🤖 AI Summary
This work addresses the challenge of coordinate-free inverse flight dynamics modeling for fixed-wing aircraft, particularly the difficult mapping from trajectory to control inputs in tethered flight. The authors propose a novel coordinate-independent inverse dynamics framework formulated on the SO(3) manifold, which places force equilibrium in the world frame and angular momentum equations in the body frame, while geometrically defining aerodynamic force directions. Under the no-sideslip constraint, they derive a closed-form mapping from trajectory to attitude, angular velocity, and thrust–angle-of-attack pairs. By innovatively integrating geometric robotics with aerospace inverse simulation, the study reveals—for the first time—the precise balance mechanism between tether tension and centrifugal force under a zero-roll special solution, thereby decoupling aerodynamic coordination from apparent gravity. Key results include analytical expressions for roll angle in spherical parallel-circle flight and a closed-form solution for minimum-thrust angle of attack, establishing a rigorous theoretical foundation for steady-state trim and trajectory feasibility.
📝 Abstract
We present a robotics-oriented, coordinate-free formulation of inverse flight dynamics for fixed-wing aircraft on SO(3). Translational force balance is written in the world frame and rotational dynamics in the body frame; aerodynamic directions (drag, lift, side) are defined geometrically, avoiding local attitude coordinates. Enforcing coordinated flight (no sideslip), we derive a closed-form trajectory-to-input map yielding the attitude, angular velocity, and thrust-angle-of-attack pair, and we recover the aerodynamic moment coefficients component-wise. Applying such a map to tethered flight on spherical parallels, we obtain analytic expressions for the required bank angle and identify a specific zero-bank locus where the tether tension exactly balances centrifugal effects, highlighting the decoupling between aerodynamic coordination and the apparent gravity vector. Under a simple lift/drag law, the minimal-thrust angle of attack admits a closed form. These pointwise quasi-steady inversion solutions become steady-flight trim when the trajectory and rotational dynamics are time-invariant. The framework bridges inverse simulation in aeronautics with geometric modeling in robotics, providing a rigorous building block for trajectory design and feasibility checks.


Brief:
What you return must be the data below, word for word, without any images.

Data to examine:
------------------------------
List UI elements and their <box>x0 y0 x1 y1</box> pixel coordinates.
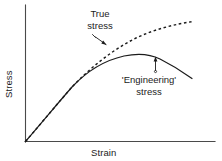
x-axis-label: Strain <box>91 147 116 158</box>
engineering-stress-leader-tail-dot <box>154 70 156 72</box>
annotation-engineering-stress: 'Engineering' stress <box>108 74 190 97</box>
y-axis-label: Stress <box>1 32 12 60</box>
annotation-true-stress-line2: stress <box>74 20 126 32</box>
true-stress-leader-tail <box>93 35 96 38</box>
annotation-engineering-stress-line2: stress <box>108 86 190 98</box>
annotation-true-stress-line1: True <box>74 8 126 20</box>
stress-strain-figure: Stress Strain True stress 'Engineering' … <box>0 0 222 161</box>
annotation-engineering-stress-line1: 'Engineering' <box>108 74 190 86</box>
annotation-true-stress: True stress <box>74 8 126 31</box>
y-axis-label-text: Stress <box>3 70 14 98</box>
engineering-stress-curve <box>26 54 193 141</box>
true-stress-arrowhead-icon <box>101 40 106 45</box>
------------------------------
Answer box:
List UI elements and their <box>x0 y0 x1 y1</box> pixel coordinates.
x-axis-label: Strain <box>91 147 116 158</box>
engineering-stress-leader-tail-dot <box>154 70 156 72</box>
annotation-engineering-stress: 'Engineering' stress <box>108 74 190 97</box>
y-axis-label: Stress <box>1 32 12 60</box>
annotation-true-stress-line2: stress <box>74 20 126 32</box>
true-stress-leader-tail <box>93 35 96 38</box>
annotation-engineering-stress-line2: stress <box>108 86 190 98</box>
annotation-true-stress-line1: True <box>74 8 126 20</box>
stress-strain-figure: Stress Strain True stress 'Engineering' … <box>0 0 222 161</box>
annotation-engineering-stress-line1: 'Engineering' <box>108 74 190 86</box>
annotation-true-stress: True stress <box>74 8 126 31</box>
y-axis-label-text: Stress <box>3 70 14 98</box>
engineering-stress-curve <box>26 54 193 141</box>
true-stress-arrowhead-icon <box>101 40 106 45</box>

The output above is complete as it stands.